### [WHAT THE TASK ASKS]
For each line below that contains the word "Stories", return that line.

Stored records:
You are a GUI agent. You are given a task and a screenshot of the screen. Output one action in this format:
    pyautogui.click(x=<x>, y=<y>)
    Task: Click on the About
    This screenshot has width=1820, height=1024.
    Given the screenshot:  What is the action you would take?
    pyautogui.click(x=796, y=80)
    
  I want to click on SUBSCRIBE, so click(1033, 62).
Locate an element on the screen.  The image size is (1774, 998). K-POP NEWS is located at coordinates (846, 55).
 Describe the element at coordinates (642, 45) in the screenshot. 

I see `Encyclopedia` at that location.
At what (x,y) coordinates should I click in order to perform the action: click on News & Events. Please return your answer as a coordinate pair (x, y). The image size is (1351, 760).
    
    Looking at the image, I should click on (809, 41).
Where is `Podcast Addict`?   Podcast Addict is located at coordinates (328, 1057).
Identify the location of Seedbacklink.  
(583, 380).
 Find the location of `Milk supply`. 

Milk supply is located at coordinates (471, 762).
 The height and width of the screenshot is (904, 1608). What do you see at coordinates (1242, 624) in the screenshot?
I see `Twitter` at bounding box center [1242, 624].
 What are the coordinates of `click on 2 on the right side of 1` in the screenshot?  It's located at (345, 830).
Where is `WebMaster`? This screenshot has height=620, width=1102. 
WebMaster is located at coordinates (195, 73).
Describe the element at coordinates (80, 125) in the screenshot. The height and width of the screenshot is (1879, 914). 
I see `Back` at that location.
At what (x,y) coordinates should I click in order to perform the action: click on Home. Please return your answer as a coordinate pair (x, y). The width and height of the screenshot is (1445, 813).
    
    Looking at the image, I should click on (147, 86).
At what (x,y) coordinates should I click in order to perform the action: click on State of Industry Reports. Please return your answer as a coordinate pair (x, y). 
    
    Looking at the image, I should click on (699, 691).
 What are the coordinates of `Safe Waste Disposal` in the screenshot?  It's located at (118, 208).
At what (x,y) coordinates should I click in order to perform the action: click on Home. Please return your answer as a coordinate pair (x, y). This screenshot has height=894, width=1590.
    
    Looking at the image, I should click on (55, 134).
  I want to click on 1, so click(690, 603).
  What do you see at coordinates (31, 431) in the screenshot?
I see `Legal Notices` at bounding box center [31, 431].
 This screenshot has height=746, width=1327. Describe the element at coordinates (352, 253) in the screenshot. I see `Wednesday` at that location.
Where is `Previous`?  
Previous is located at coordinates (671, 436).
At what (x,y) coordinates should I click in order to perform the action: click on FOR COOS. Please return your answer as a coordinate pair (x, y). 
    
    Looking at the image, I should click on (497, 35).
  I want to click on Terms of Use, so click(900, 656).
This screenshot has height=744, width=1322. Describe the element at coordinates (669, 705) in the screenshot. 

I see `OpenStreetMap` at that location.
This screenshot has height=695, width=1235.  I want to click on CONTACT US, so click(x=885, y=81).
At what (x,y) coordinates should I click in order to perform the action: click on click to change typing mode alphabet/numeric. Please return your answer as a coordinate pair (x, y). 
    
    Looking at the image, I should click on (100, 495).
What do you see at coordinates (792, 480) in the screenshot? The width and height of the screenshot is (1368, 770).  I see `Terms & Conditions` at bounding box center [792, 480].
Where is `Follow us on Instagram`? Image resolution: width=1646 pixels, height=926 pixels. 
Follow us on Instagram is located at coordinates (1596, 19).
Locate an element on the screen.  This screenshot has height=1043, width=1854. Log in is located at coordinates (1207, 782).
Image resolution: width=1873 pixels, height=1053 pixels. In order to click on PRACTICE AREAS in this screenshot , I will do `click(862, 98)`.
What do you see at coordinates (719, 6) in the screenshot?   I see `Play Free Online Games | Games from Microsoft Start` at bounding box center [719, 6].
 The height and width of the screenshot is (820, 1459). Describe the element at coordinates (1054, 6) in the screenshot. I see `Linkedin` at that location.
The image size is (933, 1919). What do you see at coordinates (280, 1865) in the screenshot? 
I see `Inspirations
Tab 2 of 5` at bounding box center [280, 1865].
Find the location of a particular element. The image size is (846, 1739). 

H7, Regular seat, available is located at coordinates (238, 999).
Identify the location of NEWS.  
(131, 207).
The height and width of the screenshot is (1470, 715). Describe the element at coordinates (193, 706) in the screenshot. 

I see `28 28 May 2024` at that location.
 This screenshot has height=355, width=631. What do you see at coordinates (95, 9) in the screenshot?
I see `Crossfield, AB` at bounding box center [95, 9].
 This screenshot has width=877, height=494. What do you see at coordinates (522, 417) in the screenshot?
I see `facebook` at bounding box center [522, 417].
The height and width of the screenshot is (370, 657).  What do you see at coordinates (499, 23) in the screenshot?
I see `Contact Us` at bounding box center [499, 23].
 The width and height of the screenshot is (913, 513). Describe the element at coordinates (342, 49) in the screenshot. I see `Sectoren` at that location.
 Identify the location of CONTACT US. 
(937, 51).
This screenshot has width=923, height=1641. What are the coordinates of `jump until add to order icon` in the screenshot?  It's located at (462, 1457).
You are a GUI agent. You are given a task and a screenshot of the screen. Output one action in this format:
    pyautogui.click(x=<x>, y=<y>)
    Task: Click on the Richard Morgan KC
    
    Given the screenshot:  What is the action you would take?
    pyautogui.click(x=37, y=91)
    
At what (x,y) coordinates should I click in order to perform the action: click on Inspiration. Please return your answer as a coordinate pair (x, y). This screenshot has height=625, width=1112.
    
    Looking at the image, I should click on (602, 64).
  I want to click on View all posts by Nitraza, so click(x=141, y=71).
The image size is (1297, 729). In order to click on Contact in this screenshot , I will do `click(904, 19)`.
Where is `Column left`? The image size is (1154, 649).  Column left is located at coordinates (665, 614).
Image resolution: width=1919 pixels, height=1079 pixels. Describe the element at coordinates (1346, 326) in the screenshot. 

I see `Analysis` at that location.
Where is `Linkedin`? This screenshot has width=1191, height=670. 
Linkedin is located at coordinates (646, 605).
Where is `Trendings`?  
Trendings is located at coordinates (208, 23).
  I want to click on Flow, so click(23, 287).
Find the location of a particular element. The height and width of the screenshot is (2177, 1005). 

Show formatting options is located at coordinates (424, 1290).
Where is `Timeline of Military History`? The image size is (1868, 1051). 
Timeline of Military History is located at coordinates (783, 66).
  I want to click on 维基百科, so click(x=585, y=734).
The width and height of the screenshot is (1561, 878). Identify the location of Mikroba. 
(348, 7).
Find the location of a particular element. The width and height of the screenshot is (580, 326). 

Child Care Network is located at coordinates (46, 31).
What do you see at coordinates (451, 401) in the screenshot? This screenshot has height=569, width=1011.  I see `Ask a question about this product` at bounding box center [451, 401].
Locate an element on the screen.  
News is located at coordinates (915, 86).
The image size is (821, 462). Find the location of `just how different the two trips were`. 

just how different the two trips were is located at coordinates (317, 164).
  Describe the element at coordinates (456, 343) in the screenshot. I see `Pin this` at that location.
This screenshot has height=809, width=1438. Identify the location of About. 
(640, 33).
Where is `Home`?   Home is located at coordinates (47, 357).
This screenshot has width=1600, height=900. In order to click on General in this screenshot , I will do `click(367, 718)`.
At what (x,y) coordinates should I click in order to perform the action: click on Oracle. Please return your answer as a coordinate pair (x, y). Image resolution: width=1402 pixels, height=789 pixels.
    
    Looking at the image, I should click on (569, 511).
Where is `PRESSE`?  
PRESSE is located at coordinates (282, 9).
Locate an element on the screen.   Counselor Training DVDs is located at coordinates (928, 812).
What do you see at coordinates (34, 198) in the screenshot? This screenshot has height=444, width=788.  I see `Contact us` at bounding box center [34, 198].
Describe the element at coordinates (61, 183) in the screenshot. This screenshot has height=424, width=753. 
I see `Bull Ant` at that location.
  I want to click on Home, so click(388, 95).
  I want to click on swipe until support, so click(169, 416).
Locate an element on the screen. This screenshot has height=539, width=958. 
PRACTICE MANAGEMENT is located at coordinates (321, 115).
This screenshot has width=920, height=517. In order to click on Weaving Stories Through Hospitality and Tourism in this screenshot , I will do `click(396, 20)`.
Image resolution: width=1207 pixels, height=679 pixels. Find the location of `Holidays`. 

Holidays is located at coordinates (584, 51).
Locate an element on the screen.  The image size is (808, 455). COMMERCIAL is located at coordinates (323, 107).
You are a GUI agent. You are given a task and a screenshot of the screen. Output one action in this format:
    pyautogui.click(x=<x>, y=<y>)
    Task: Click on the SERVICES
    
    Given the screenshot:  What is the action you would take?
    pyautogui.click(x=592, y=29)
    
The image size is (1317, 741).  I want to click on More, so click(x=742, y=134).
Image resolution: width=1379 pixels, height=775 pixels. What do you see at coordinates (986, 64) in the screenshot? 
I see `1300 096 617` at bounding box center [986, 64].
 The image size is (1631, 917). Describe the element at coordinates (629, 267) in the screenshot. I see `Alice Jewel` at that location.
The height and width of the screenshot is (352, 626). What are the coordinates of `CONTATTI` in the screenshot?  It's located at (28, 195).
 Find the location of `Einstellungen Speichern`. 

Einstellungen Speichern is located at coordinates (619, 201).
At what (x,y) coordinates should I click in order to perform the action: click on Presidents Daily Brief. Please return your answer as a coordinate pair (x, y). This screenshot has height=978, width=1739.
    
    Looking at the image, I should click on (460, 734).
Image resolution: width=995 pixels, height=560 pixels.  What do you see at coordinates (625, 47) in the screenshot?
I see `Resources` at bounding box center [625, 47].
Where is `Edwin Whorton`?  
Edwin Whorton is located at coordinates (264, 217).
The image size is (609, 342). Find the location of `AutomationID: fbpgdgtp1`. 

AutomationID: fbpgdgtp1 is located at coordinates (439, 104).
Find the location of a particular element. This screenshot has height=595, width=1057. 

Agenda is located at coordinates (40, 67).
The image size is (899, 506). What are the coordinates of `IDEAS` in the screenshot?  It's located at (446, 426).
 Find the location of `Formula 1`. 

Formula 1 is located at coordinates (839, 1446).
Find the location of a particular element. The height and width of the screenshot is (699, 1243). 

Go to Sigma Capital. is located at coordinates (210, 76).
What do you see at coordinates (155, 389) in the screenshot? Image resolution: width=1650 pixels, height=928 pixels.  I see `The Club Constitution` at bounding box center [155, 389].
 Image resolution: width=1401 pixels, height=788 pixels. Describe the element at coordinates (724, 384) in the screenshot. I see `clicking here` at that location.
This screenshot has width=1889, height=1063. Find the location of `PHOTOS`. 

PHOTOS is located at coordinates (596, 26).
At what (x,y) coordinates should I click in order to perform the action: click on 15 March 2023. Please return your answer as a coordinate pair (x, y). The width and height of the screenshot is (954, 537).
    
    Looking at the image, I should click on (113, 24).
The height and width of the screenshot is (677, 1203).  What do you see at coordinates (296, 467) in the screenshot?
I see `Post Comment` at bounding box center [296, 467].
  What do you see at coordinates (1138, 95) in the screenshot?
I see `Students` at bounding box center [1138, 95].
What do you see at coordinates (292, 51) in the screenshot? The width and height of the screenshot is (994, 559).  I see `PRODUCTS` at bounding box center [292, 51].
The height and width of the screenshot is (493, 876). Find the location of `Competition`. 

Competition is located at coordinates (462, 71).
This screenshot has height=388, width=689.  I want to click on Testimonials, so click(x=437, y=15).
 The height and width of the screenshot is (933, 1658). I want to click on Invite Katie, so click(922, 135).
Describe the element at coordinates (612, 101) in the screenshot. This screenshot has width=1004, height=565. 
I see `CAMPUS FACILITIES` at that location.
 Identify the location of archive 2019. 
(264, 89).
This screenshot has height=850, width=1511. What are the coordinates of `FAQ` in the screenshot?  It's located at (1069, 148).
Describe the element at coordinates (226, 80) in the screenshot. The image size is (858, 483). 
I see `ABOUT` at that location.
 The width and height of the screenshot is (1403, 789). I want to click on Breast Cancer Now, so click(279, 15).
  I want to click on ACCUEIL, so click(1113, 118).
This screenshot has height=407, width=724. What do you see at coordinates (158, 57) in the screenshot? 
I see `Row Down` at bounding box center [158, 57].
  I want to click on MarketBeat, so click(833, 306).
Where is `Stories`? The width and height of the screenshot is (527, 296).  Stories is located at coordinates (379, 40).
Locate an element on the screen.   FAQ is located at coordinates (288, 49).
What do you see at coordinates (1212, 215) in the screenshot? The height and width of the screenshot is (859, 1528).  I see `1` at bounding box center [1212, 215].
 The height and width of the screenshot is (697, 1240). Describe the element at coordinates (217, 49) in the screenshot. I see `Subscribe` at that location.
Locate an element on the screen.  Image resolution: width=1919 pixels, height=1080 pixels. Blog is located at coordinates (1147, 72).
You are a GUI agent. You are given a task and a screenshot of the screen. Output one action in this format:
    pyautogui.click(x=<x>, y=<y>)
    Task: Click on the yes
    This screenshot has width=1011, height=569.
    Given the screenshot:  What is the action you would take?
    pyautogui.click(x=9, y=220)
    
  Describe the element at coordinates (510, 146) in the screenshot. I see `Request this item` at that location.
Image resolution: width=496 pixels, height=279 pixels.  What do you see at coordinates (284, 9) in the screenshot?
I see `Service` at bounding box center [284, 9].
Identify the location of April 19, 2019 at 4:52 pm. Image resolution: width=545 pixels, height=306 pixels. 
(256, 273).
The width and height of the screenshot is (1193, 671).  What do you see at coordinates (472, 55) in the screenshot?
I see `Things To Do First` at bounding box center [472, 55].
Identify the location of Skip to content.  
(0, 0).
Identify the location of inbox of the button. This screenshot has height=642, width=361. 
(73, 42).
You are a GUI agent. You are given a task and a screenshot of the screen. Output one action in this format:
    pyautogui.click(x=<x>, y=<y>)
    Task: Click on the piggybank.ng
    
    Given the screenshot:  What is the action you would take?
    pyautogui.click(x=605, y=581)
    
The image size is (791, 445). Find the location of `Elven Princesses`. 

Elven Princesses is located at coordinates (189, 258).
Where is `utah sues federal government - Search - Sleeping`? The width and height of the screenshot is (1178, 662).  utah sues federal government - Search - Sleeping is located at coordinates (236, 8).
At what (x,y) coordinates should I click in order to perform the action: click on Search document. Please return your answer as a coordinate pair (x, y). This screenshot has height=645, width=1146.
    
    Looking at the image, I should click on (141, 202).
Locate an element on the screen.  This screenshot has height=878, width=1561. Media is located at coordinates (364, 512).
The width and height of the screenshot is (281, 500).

### [TASK OUTPUT]
This screenshot has width=920, height=517. In order to click on Weaving Stories Through Hospitality and Tourism in this screenshot , I will do `click(396, 20)`.
Where is `Stories`? The width and height of the screenshot is (527, 296).  Stories is located at coordinates (379, 40).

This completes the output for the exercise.